The concert will also feature guest vocalist Rachel Ambaye, a South Burlington native studying with Moran at Berklee College of Music. Ambaye will join the student ensemble for a collaboration tied to one of the festival’s signature performances.
Flynn Executive Director Jay Wahl said in the announcement that bringing student musicians into the center of the festival highlights jazz as a living tradition shared across generations.
This story was created by Dave DeMille, ddemille@gannett.com, with the assistance of Artificial Intelligence (AI). Journalists were involved in every step of the information gathering, review, editing and publishing process. Learn more at cm.usatoday.com/ethical-conduct.
Vermont
Gov. Scott files for sixth term as House speaker, Senate president bow out
MONTPELIER, Vt. (WCAX) – Republican Gov. Phil Scott filed Thursday to seek a sixth term in office while the heads of both legislative chambers announced they will not run for reelection.
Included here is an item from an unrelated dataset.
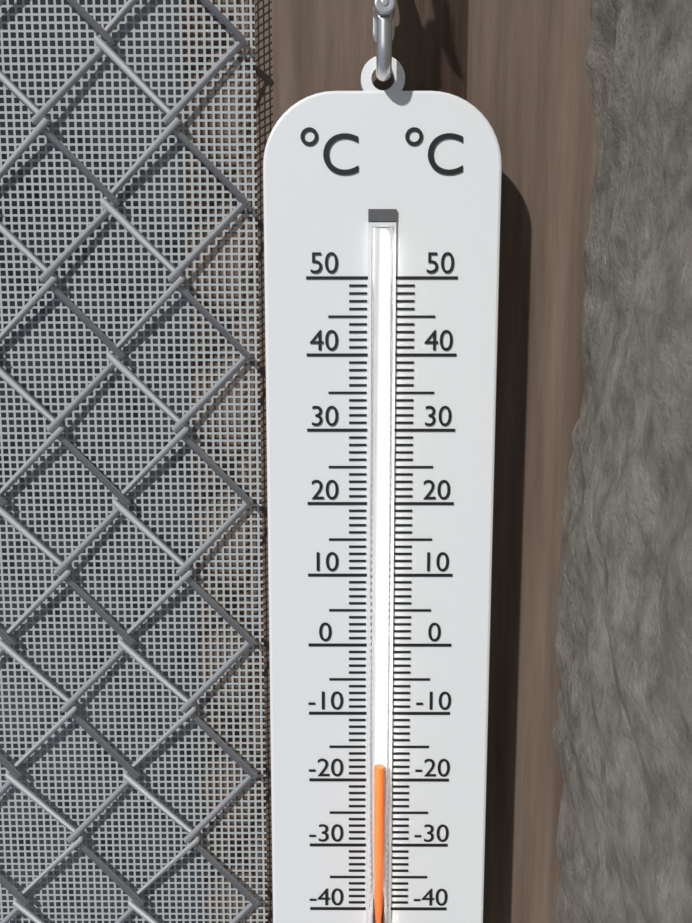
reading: -17 °C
Thursday marked the deadline for candidates to get on the ballot for the August primary elections. For months, it has been unclear if Scott would run again.
“I don’t want to see anything move backwards; we need to keep pushing ahead,” Scott said.
Scott filed the necessary 500 signatures on Thursday. If he serves a sixth term, he would be the longest-serving consecutive governor in state history.
“It’s not easy work, it weighs on you, but at the end of the day, I feel the responsibility to stick this out,” Scott said.
The governor has won by larger margins each cycle. Potential Democratic challengers have waited to see whether Scott might step aside, providing a chance not to run against a popular incumbent.
Those who political observers speculated might be interested in the governor’s race included Democratic Attorney General Charity Clark and Treasurer Mike Pieciak. Both instead decided to seek reelection.
Pieciak told reporters he has experienced several personal tragedies this year and wants to continue with his office’s work. “It’s really been a year of reflection, and I think I’m excited about continuing this job that I enjoy,” Pieciak said.
Scott will face an opponent in November. Democrats Aly Richards and Amanda Janoo will face off in the August primary.
Three other Democrats, Molly Gray, Ryan McLaren, and Esther Charlestin, will face off for the Democratic nomination for lieutenant governor and the chance to challenge incumbent Republican John Rodgers in November.
House Speaker Jill Krowinski received a standing ovation from House lawmakers as she announced she will not seek reelection, joining Senate President Phil Baruth.
“The next group of leaders will do a great job continuing on with this work. I wouldn’t be leaving if I didn’t think that we had the right people in places to do this work,” Krowinski said.
That means there will be fresh leadership in the House and Senate next legislative session.
And there is competition in the race for Congress. Republicans Gerald Malloy and Mark Coester will face off in the GOP primary to determine who will face Congresswoman Becca Balint in November.
“To deliver results for Vermont. They are tired of the constant complaining and angry rhetoric,” Malloy said.
There are at least three dozen state House and Senate races that will see fresh faces as another large contingent of lawmakers steps back.